Poor old Macca, he always gets the blame for splitting up the Beatles. Well, he did sue the other three and he did inadvertently let the cat out of the bag that it was all over in the Daily Mirror, lifting the veil on what had been a fairly open secret for several months.
Buckle up, it’s a long and complicated story…
In late 1962 The Beatles signed a management contract with Brian Epstein’s NEMS Enterprises, with NEMS taking 25% off the top. A year later, once it looked like the band might be slightly more than a flash in the pan, they formed Beatles Limited for their collective earnings and now that they’d had their first number ones, Northern Songs to handle the copyrights of all Lennon-McCartney tunes. Now you would think Lennon and McCartney would own 50% of Northern Songs each? No, they each had 20%. Brian Epstein owned 9% and the other 51% was gifted to a journeyman music publisher called Dick James by a supernaturally naive Epstein. Just imagine the amount of money that literally just fell into his lap over the next few years.
But this was the 1960s and Beatlemania reached every corner of the globe so there was more than enough money to go around, despite Eppy’s dreadful business deals. And all would have remained well for ever had Epstein not tragically died of an accidental drug overdose at his house at 24 Chapel Street, Belgravia on August 27 1967, thus began the beginning of the group’s downfall.
A couple of months later, presented with a huge £2 million tax bill, the Beatles hurriedly sorted out their taxes. As company directors of Beatles Limited, they had paid personal tax at the most punitive rates, sometimes 94% (“There’s one for you, 19 for me”). They formed a more tax efficient partnership called Beatles and Co, soon to be renamed Apple Corps (‘it’s a pun’ said Paul helpfully), so they paid the lower Corporation Tax. Their advisers recommended spending some of the £2 million quickly on something before the taxman could get it. They decided to use their money to subsidise anyone with a good idea. Western Communism, they called it.
“If you’re a singer sing for us; if you’re a writer write for us” they advertised’ so not surprisingly they received a torrent of packages, few of which were ever opened. They formed hundreds of new Apple companies – Electronics, Tailoring, Retailing, School – each run by one of their hopelessly unqualified friends. Apple Electronics was run by a Greek friend of John Lennon’s ‘Magic’ Alex Mardas, whose bizarre and expensive electronic ideas never actually worked, and whose only electronics training was as a TV repairman.
Most infamous was The Apple Shop which opened at 94 Baker Street on December 5 1967 with a star-studded party, where the only drink available was … Apple juice, of course. Fabulously fashionable Dutch design collective The Fool got £100,000 to design and stock the store. Squads of local art students painted technicolour murals over the exterior walls but neighbouring shops and residents were not impressed. They immediately complained and the walls were repainted white. The shop was so badly managed and the security so notoriously lax that even The Beatles’ enormous tax shelter funds were exhausted and it closed after less than nine months.
In July 1968 they bought some very serious real estate at 3 Saville Row, which is where they played in public for the last time – up on the roof at lunchtime on Thursday January 30 1969 – and where the Apple dream came to a bad-tempered end around their boardroom table. The three non-Paul Beatles chose fearsome New York showbiz accountant Allen Klein to handle their stuff; Paul chose high powered New York entertainment lawyer Lee Eastman, who also happened to be his father-in-law, so there were two sides – Lennon and the others were on one and Paul could only ever be on the other. Their mutual loathing and mistrust meant that they totally failed in anything they tried to do that wasn’t musical. The chance to buy back Northern Songs, their own publishing company which they had never owned, slipped from their grasp when Dick James sold to Lew Grade for what would be squillions in today’s money.
By the end of the Summer of 1969 they were all sick of each other and wanted at least to take a break. John was under Yoko’s spell and doing his Peace Campaign thing; Ringo was in movies; and George had stockpiled tons of songs the Beatles had rejected and wanted to do an album. They now only ever met for business and the last time they were all in the same room was 20 September 1969 when it ended in acrimony and Lennon quitting. If the Beatles were over, argued Paul, then let’s dissolve the Apple partnership. No! said the other three repeatedly, so it was left to Paul to sue the other Beatles and Apple in the High Court in London. He finally won on 26 April 1971, 43 years ago this week.
The Beatles may have been over but temporarily at least we all won: each if them had new singles out – Another Day, It Don’t Come Easy, Power To the People and My Sweet Lord. Four for the price of one indeed.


• **PROMPT**: Repeat exactly the opening lines of the records, ending with the line that contains "The image size is (1456, 820).".

___ EXERCISE MATERIAL

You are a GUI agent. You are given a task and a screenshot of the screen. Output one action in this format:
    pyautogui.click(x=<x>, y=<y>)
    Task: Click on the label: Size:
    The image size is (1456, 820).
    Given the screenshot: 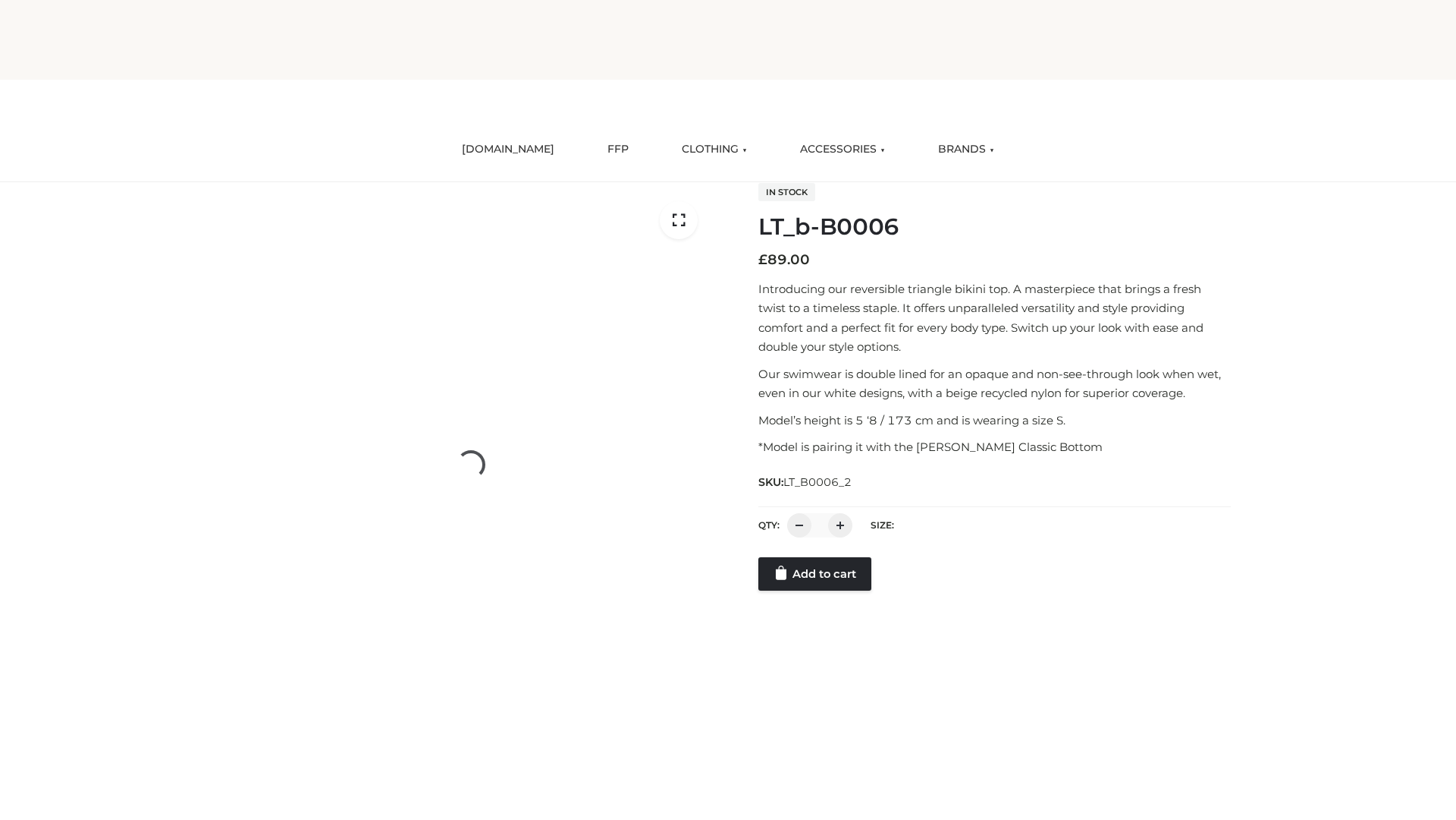 What is the action you would take?
    pyautogui.click(x=882, y=524)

______

• **SOLVED EXERCISE**:
You are a GUI agent. You are given a task and a screenshot of the screen. Output one action in this format:
    pyautogui.click(x=<x>, y=<y>)
    Task: Click on the label: Size:
    The image size is (1456, 820).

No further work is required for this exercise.